This month, binocular and small telescope observers of Colorado skies will have a unique opportunity to observe a peripheral player in the ongoing controversy over the status of the outer solar system world known as Pluto.

On New Year's night in 1801, an Italian astronomer named Giuseppi Piazza stumbled across an object that changed its position nightly against the backdrop of fixed stars. After months of observations and an ingenious orbital analysis, it was determined that the object was a member of the solar system and moved in an orbit about the sun halfway between the orbits of Mars and Jupiter.

Piazzi's discovery was named Ceres for the Roman goddess of agriculture and the patron of Sicily. It was hailed as the missing planet that was presumed to exist in what was then regarded as a suspiciously wide gap between Mars and Jupiter.

Ceres' status as a full-fledged planet was almost immediately diminished with the discovery in 1802 of an orbitally similar object called Pallas, followed by the discoveries of Juno in 1804 and Vesta in 1807. By 1850, more than a dozen of these "planets" had been discovered and the astronomical texts of the day dutifully incorporated each of these objects into discussions of the sun's family of planets.

All of this prompted astronomers in 1853 to define a new class of celestial objects - the asteroids. The term asteroid is derived from the Greek word meaning "star-like," owing to the fact that the telescopes of the day could not detect anything but a star-like, unresolved shape for these objects. In the past century and a half, thousands of additional asteroids have been discovered orbiting in this same region of the solar system. As a result, this vast debris field has come to be known as the asteroid belt.

So matters rested until the recent controversy over the status of Pluto erupted onto the public scene. Like Ceres, Pluto was for decades accorded all of the rights and privileges of a planet. Unfortunately, Pluto's planetary status has also experienced a downfall similar to that of Ceres, owing primarily to the discovery over the past two decades that Pluto is embedded in a region of small, snowball-like objects called the Kuiper Belt.

At least one of these Kuiper Belt objects, named Eris, is actually larger than Pluto.

In an attempt to retain at least some sense of Pluto's planetary respectability, astronomers are now defining Pluto as a dwarf planet, complete with a well-defined set of observable characteristics for such objects. Pluto's loss in this matter turns out to be Ceres' gain, as the latter object also satisfies the defined characteristics of a dwarf planet. Ceres has, to date, bounced from planet to asteroid to dwarf planet as astronomers continue their struggle to formally and unambiguously define and categorize the various objects found in the solar system.

During March, Ceres will be closer to the Earth than at any time until the year 4164. Even so, the brightness of this 550-mile-wide sphere hovers only just below naked eye visibility. But Ceres can be readily detected in binoculars or a small telescope as this planet/asteroid/dwarf planet arcs over the back of the constellation of Leo about halfway between Leo's sickle-shaped head and his triangular-shaped haunches. Observations made on a night-to-night basis will quickly reveal Ceres' moving presence, just as it did to Piazzi more than two centuries ago.

Elsewhere in the sky

> After spending several months in the evening sky, the dazzling planet Venus drops into the western solar glare over the next three weeks. This beauteous planet now gleams for three hours after sunset. By the third week in March, it will be setting barely an hour behind the sun. After passing between the Earth and the sun on March 27, Venus quickly reappears in the morning sky at the end of the month and will remain as a prominent object in the predawn sky for the rest of the year.

> Saturn reaches opposition to the sun on March 8, when the Ringed Planet will rise at sunset, set at sunrise and be visible all night long as a golden object in southeastern Leo. Saturn's famed ring system is now in a nearly edge-on orientation, thus allowing a much better telescopic view of the brightest of Saturn's many satellites.

> Jupiter moves into the predawn twilight this month and can be seen just above the southeastern horizon about 45 minutes before sunrise.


#### [Required action]
Could you print, exactly and without pictures, only the lines from the one with "List each element" through the end of the records below?
-- Source material follows --
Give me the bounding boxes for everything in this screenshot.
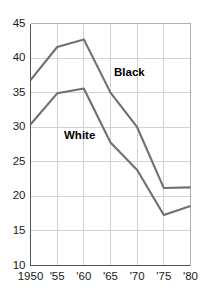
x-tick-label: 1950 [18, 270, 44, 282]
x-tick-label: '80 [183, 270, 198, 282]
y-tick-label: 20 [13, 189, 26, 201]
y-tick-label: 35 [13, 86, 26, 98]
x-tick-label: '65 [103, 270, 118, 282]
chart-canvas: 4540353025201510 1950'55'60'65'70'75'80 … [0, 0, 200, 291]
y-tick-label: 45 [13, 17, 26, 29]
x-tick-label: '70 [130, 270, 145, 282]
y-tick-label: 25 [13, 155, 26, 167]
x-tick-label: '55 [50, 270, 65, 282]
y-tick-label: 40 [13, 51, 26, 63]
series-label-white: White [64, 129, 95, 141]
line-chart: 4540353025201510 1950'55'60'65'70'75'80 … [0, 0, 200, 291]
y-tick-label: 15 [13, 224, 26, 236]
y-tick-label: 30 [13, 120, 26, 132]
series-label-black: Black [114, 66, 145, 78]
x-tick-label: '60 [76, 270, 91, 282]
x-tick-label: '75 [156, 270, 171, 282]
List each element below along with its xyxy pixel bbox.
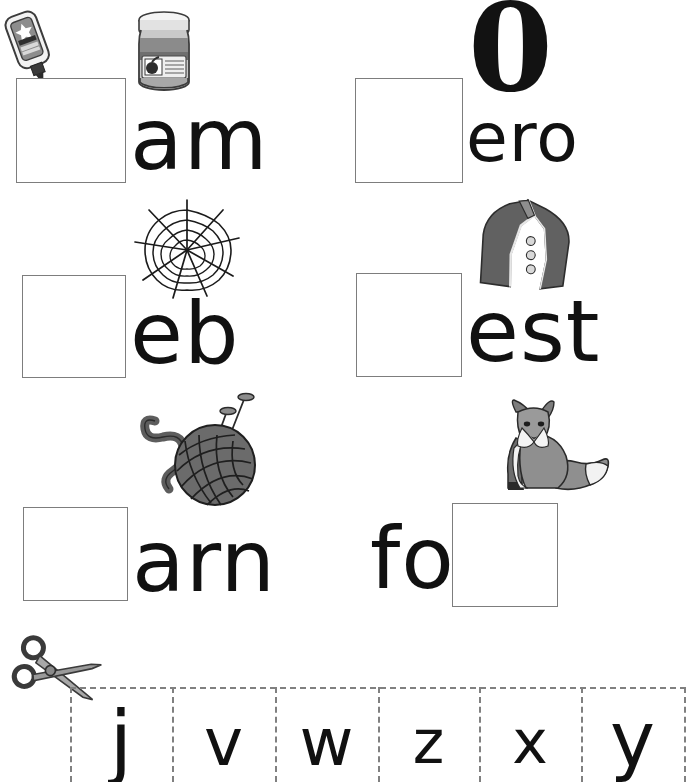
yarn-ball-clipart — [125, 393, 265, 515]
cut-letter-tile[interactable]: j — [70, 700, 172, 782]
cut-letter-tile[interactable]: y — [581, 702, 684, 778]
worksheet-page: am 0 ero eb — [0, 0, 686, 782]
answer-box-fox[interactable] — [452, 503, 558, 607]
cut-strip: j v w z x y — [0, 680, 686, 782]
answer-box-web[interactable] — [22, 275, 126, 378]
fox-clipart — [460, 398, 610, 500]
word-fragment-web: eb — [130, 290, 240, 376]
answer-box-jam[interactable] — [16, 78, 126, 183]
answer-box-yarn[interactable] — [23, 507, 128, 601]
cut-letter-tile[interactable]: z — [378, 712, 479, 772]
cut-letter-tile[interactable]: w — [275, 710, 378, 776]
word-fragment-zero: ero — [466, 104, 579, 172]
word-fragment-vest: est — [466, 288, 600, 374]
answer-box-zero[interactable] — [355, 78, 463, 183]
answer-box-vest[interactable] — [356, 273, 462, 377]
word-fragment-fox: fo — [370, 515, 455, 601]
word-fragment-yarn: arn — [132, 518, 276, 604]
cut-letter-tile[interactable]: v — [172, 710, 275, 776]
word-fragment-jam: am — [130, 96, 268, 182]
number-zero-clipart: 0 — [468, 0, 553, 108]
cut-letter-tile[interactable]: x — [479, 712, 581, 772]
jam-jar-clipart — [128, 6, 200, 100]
-- Source material concluded --
#### [Finished task]
List each element below along with its xyxy pixel bbox.
yarn-ball-clipart — [125, 393, 265, 515]
cut-letter-tile[interactable]: j — [70, 700, 172, 782]
cut-letter-tile[interactable]: y — [581, 702, 684, 778]
worksheet-page: am 0 ero eb — [0, 0, 686, 782]
answer-box-fox[interactable] — [452, 503, 558, 607]
cut-strip: j v w z x y — [0, 680, 686, 782]
answer-box-web[interactable] — [22, 275, 126, 378]
fox-clipart — [460, 398, 610, 500]
word-fragment-web: eb — [130, 290, 240, 376]
answer-box-jam[interactable] — [16, 78, 126, 183]
answer-box-yarn[interactable] — [23, 507, 128, 601]
cut-letter-tile[interactable]: z — [378, 712, 479, 772]
cut-letter-tile[interactable]: w — [275, 710, 378, 776]
word-fragment-zero: ero — [466, 104, 579, 172]
word-fragment-vest: est — [466, 288, 600, 374]
answer-box-zero[interactable] — [355, 78, 463, 183]
answer-box-vest[interactable] — [356, 273, 462, 377]
word-fragment-fox: fo — [370, 515, 455, 601]
word-fragment-yarn: arn — [132, 518, 276, 604]
cut-letter-tile[interactable]: v — [172, 710, 275, 776]
word-fragment-jam: am — [130, 96, 268, 182]
number-zero-clipart: 0 — [468, 0, 553, 108]
cut-letter-tile[interactable]: x — [479, 712, 581, 772]
jam-jar-clipart — [128, 6, 200, 100]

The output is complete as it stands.